Advertisement
X

The Solace Of Art: Celebrating The Spirit Of Collaboration

Transcending the politics of war, visual artist Nilanjan Chowdhury creates an artbook out of the words of solace exchanged with Viktoria Voskresova, a hairstylist from the Ukrainian city of Mariupol

“Mariupol is my home, my soul, my peace, my heart calms down near the sea. I can talk about it for a long time,” says Viktoria Voskresova, a 40-year-old hairstylist from the Ukrainian city of Mariupol. Like many others, Voskresova was forced to leave Mariupol, the city of her birth, after Russian forces surrounded it.

Far away from Mariupol in the safety of my home, I read about the ongoing war in this city, along with media reports and social media posts that describe how its residents were suffering. While many of the stories touched my heart, I empathised especially with Voskresova, who had lived through the blockade of Mariupol. I found out about her from a colleague’s news report and reached out on social media. She doesn’t speak English and I don’t speak Ukrainian/Russian. Using an online translation application, we started our conversation. A rapport was formed easily, and our dialogues commenced. This artist book is my visual interpretation and representation of those dialogues.

Mariupol is a city in south-eastern Ukraine and its residents have been under siege by Russian forces since February 24, 2022. Strategically, it is an important city for Russians who succeeded in controlling most parts of it after two months of fierce battle. In some parts of the city, the Ukrainian resistance continues even today.

Voskresova lived in Mariupol with her 75-year-old mother and cat Martin. She was one of the brave residents who decided to stay put through the first three weeks of the conflict and the Russian blockade. With no electricity, heating or running water in the bitter winter months, her already difficult life became even more stressful and challenging, with the constant shelling by Russian forces. Voskresova told me she felt helpless. “It would have been of no use to hide. It was scary but we had to keep living and survive all this horror. I didn’t even notice when I started to cry, but had to stop so that my 75-year-old mother didn’t see me this way. I had to take care of my mother at least from tears because from everything else, I can’t, I can’t, cannot!” Unable to bear the warzone conditions, Voskresova left Mariupol with her mother on March 23, 2022. Her cat Martin had to be left behind.

Advertisement

Voskresova posted her thoughts regularly on social media and shared her personal struggle with people all over the world. “I write that I am alive, it’s already a victory. Everything else is not my concern. I’m not alone here. We all support and help each other, that’s it. Just a little bit of war.” Using a compilation of social media posts and interviews with Voskresova, I tried to reconstruct her days in Mariupol and form narratives for my book. With access to limited information often restricted by armed forces that control the territory, documenting human struggles in a war has always been difficult. The more powerful side often determines the dominant narrative, and I was aware of the possibility that every social media post and news report could be part of someone’s planned narrative.
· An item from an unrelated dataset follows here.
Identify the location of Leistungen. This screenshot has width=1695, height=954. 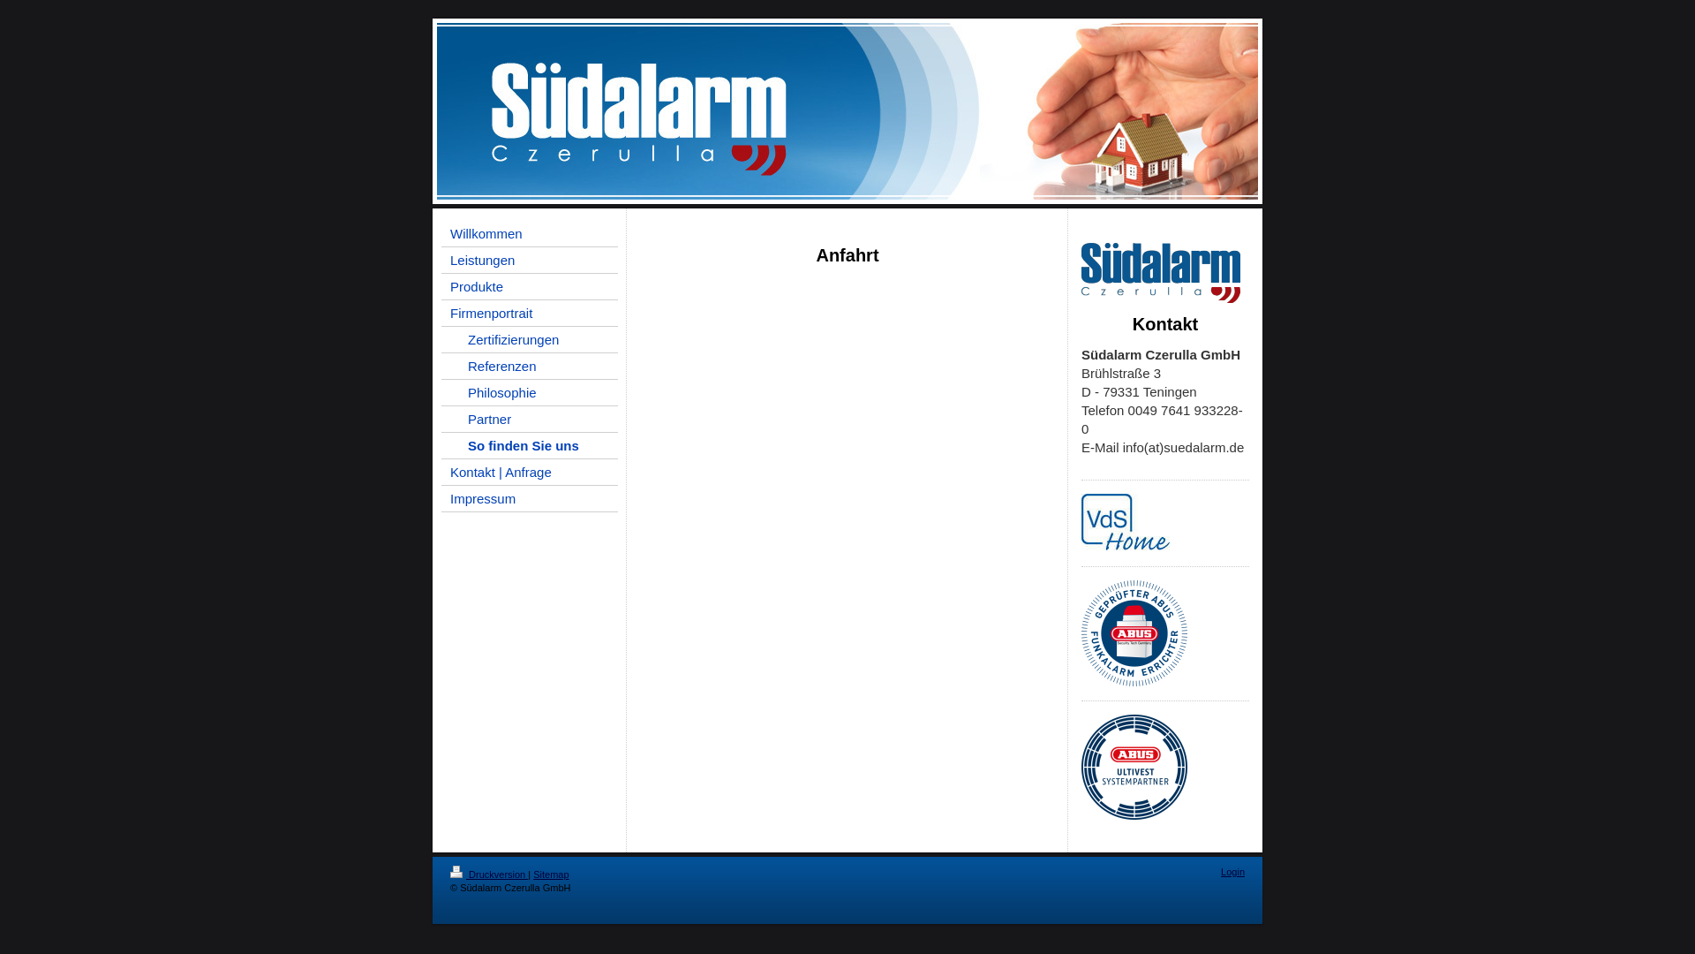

Placing Voskresova’s posts along the timeline of the ongoing war, I added relevant verifications and context from media articles and news agency reports. Layers of hard facts and my artistic interpretation of her words complemented each other. But in the end, the book des­cribes Voskresova’s struggle through the difficult months of February and March 2022 in her own words, “We are all equal, we are all one, there are no more rich or poor, there are those who are lost, there are survivors, there are those who escaped, there is crying and mourning. This is all of us.”

Advertisement

An interactive supplementary page along with the artist book completes my narrative. The book gives Voskresova a platform to reach out to all the people who read it. For these people, she has a message: “My message and request is that no one remains silent, everyone talk about Mariupol. We must stop this war, bombs are still falling on my destroyed city, my house is gone, my city is gone, my old mother is left without a secure future at her old age. Talk about it everywhere, hold actions, we must stop this injustice.” Thousands of miles away in New Delhi, artist Gagan Singh responds to Voskresova: “Viktoria u don’t worry, sending you love and strength from India-Chinta Maat Karo.” This completes the final narrative in my artist book of the dialogue between human beings transcending the politics of war.